Leaning Tower of Pisa cleaned and stabilized
The 8-year restoration of the famed Leaning Tower of Pisa is finally complete. The medieval bell tower is now stabilized and clean for the first time in centuries. It needed a lot of work, thanks to tourists and their endless need to mark their presence, plus their pawing the walls to climb the wonky staircases, pollution, pigeon guano and corrosive sea salt. When the tower was built Pisa was on the coast. Then its port silted over and today the city is 7 miles from the sea, but salt is still blown by the wind and rain and the lean has made efficient drainage impossible.
Restorers cleaned every single stone in the structure with chisels, lasers and syringes.
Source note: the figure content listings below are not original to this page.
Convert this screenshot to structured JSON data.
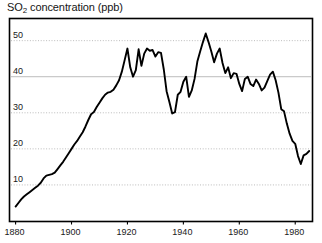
{
  "chart_data": {
    "type": "line",
    "title": "SO2 concentration (ppb)",
    "title_main": "SO",
    "title_sub": "2",
    "title_rest": " concentration (ppb)",
    "xlabel": "",
    "ylabel": "",
    "units": "ppb",
    "grid": true,
    "grid_axis": "y",
    "legend": "none",
    "line_color": "#000000",
    "grid_color": "#b4b4b4",
    "frame_color": "#000000",
    "background_color": "#ffffff",
    "xlim": [
      1878,
      1986
    ],
    "ylim": [
      0,
      56
    ],
    "xticks": [
      1880,
      1900,
      1920,
      1940,
      1960,
      1980
    ],
    "xtick_labels": [
      "1880",
      "1900",
      "1920",
      "1940",
      "1960",
      "1980"
    ],
    "yticks": [
      10,
      20,
      30,
      40,
      50
    ],
    "ytick_labels": [
      "10",
      "20",
      "30",
      "40",
      "50"
    ],
    "x": [
      1880,
      1881,
      1882,
      1883,
      1884,
      1885,
      1886,
      1887,
      1888,
      1889,
      1890,
      1891,
      1892,
      1893,
      1894,
      1895,
      1896,
      1897,
      1898,
      1899,
      1900,
      1901,
      1902,
      1903,
      1904,
      1905,
      1906,
      1907,
      1908,
      1909,
      1910,
      1911,
      1912,
      1913,
      1914,
      1915,
      1916,
      1917,
      1918,
      1919,
      1920,
      1921,
      1922,
      1923,
      1924,
      1925,
      1926,
      1927,
      1928,
      1929,
      1930,
      1931,
      1932,
      1933,
      1934,
      1935,
      1936,
      1937,
      1938,
      1939,
      1940,
      1941,
      1942,
      1943,
      1944,
      1945,
      1946,
      1947,
      1948,
      1949,
      1950,
      1951,
      1952,
      1953,
      1954,
      1955,
      1956,
      1957,
      1958,
      1959,
      1960,
      1961,
      1962,
      1963,
      1964,
      1965,
      1966,
      1967,
      1968,
      1969,
      1970,
      1971,
      1972,
      1973,
      1974,
      1975,
      1976,
      1977,
      1978,
      1979,
      1980,
      1981,
      1982,
      1983,
      1984,
      1985
    ],
    "values": [
      4.0,
      5.0,
      6.0,
      6.8,
      7.4,
      8.0,
      8.6,
      9.2,
      9.8,
      10.6,
      11.8,
      12.6,
      12.8,
      13.0,
      13.4,
      14.4,
      15.4,
      16.4,
      17.6,
      18.8,
      20.0,
      21.2,
      22.2,
      23.4,
      24.6,
      26.2,
      28.0,
      29.6,
      30.2,
      31.6,
      32.8,
      34.0,
      35.0,
      35.6,
      35.8,
      36.4,
      37.6,
      39.0,
      41.4,
      44.6,
      47.8,
      42.6,
      40.0,
      41.8,
      47.6,
      43.0,
      46.4,
      47.8,
      47.2,
      47.4,
      45.6,
      46.8,
      46.6,
      42.0,
      36.0,
      33.0,
      29.8,
      30.2,
      35.0,
      35.8,
      38.6,
      40.0,
      34.4,
      36.2,
      39.4,
      44.2,
      47.0,
      49.6,
      52.0,
      49.6,
      47.0,
      44.0,
      46.4,
      47.8,
      43.8,
      41.0,
      42.6,
      39.6,
      41.0,
      40.8,
      38.0,
      36.0,
      39.4,
      40.0,
      38.0,
      37.4,
      39.2,
      38.0,
      36.2,
      37.0,
      38.8,
      40.6,
      41.4,
      39.0,
      35.6,
      31.0,
      30.4,
      27.0,
      24.2,
      22.2,
      21.4,
      18.0,
      15.8,
      18.2,
      18.6,
      19.4
    ]
  }
}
Yes, syringes. When you realize 10 people had 24,424 blocks of stone to clean with syringes, all of a sudden 8 years and 3 months doesn’t seem like all that long a time. The lean also made restoration extremely physically challenging since restorers had to work at an angle all day and sometimes at night too. They even invented a new kind of scaffolding to get it done.
The building’s circular structure and the unstable surrounding terrain meant traditional scaffolding for the restoration was not an option, so engineers designed a unique aluminium framework that compensated for the tower’s lean.
Above we see the Leaning Tower of Pisa in 1992 (left) and today.